Dataset entries
-.-.-

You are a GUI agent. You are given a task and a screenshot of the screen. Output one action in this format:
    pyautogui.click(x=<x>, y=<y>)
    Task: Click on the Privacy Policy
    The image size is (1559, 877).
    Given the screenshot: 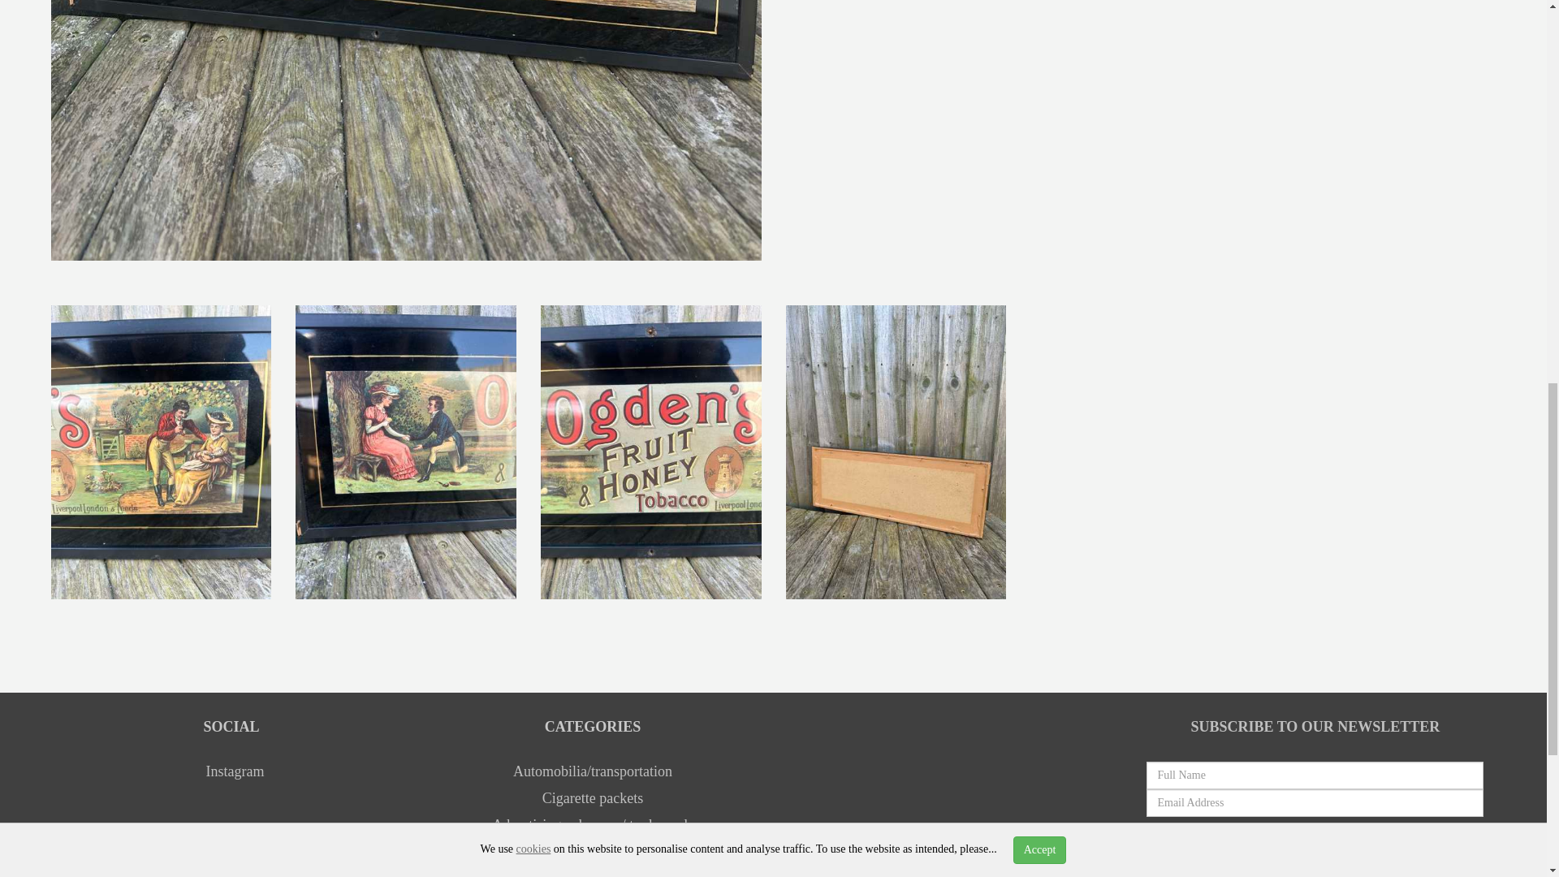 What is the action you would take?
    pyautogui.click(x=1354, y=834)
    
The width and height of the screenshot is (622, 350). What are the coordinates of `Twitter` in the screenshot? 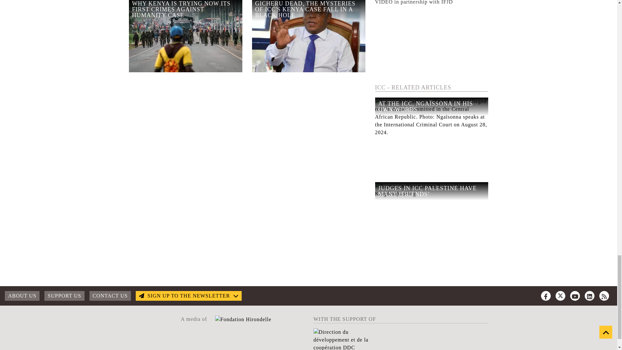 It's located at (560, 295).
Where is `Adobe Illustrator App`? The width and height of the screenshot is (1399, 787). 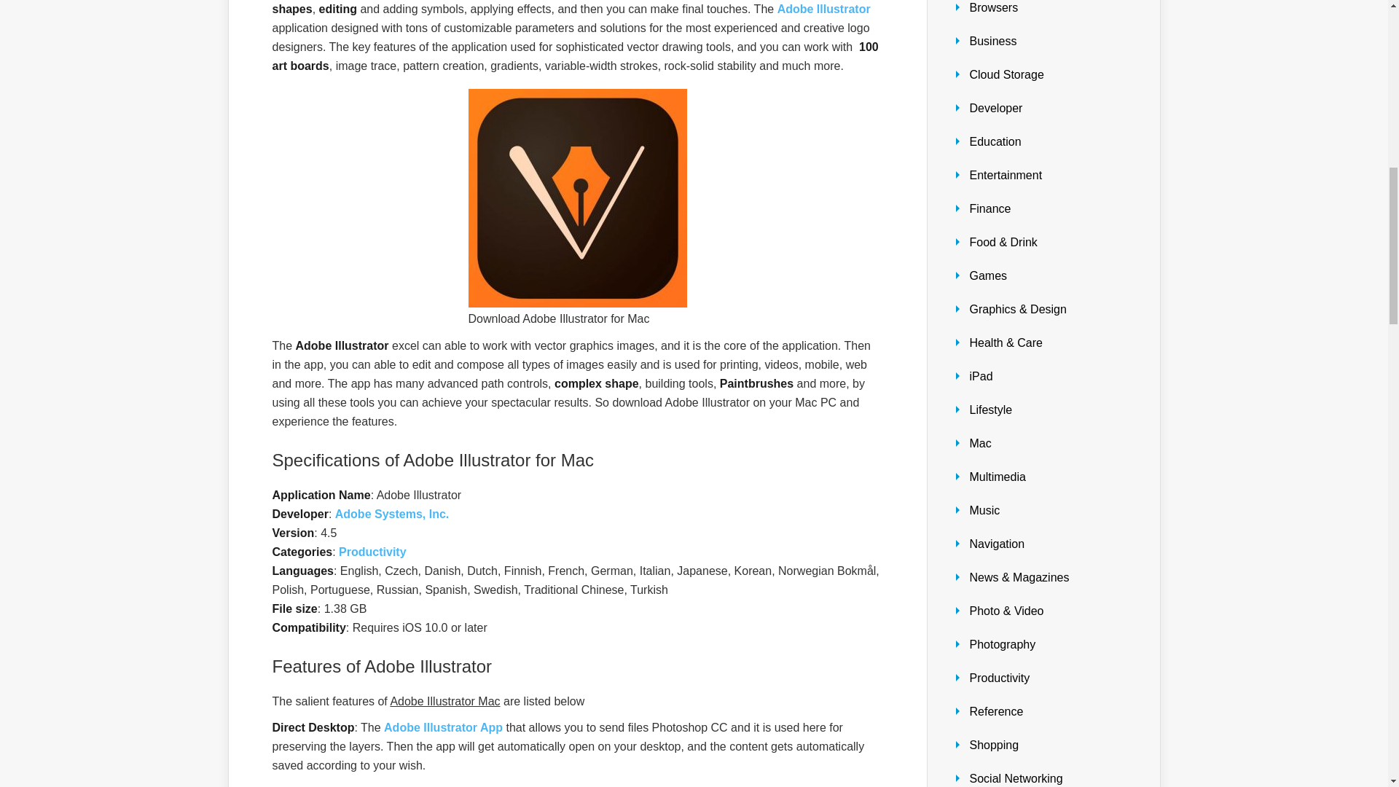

-.-.-

*Your instructions:*
Both the first line of the records above and the line containing "The image size is (1559, 877)." are to be transcribed exactly, together with every line between them, and nothing else.

*Task answer:*
You are a GUI agent. You are given a task and a screenshot of the screen. Output one action in this format:
    pyautogui.click(x=<x>, y=<y>)
    Task: Click on the Privacy Policy
    The image size is (1559, 877).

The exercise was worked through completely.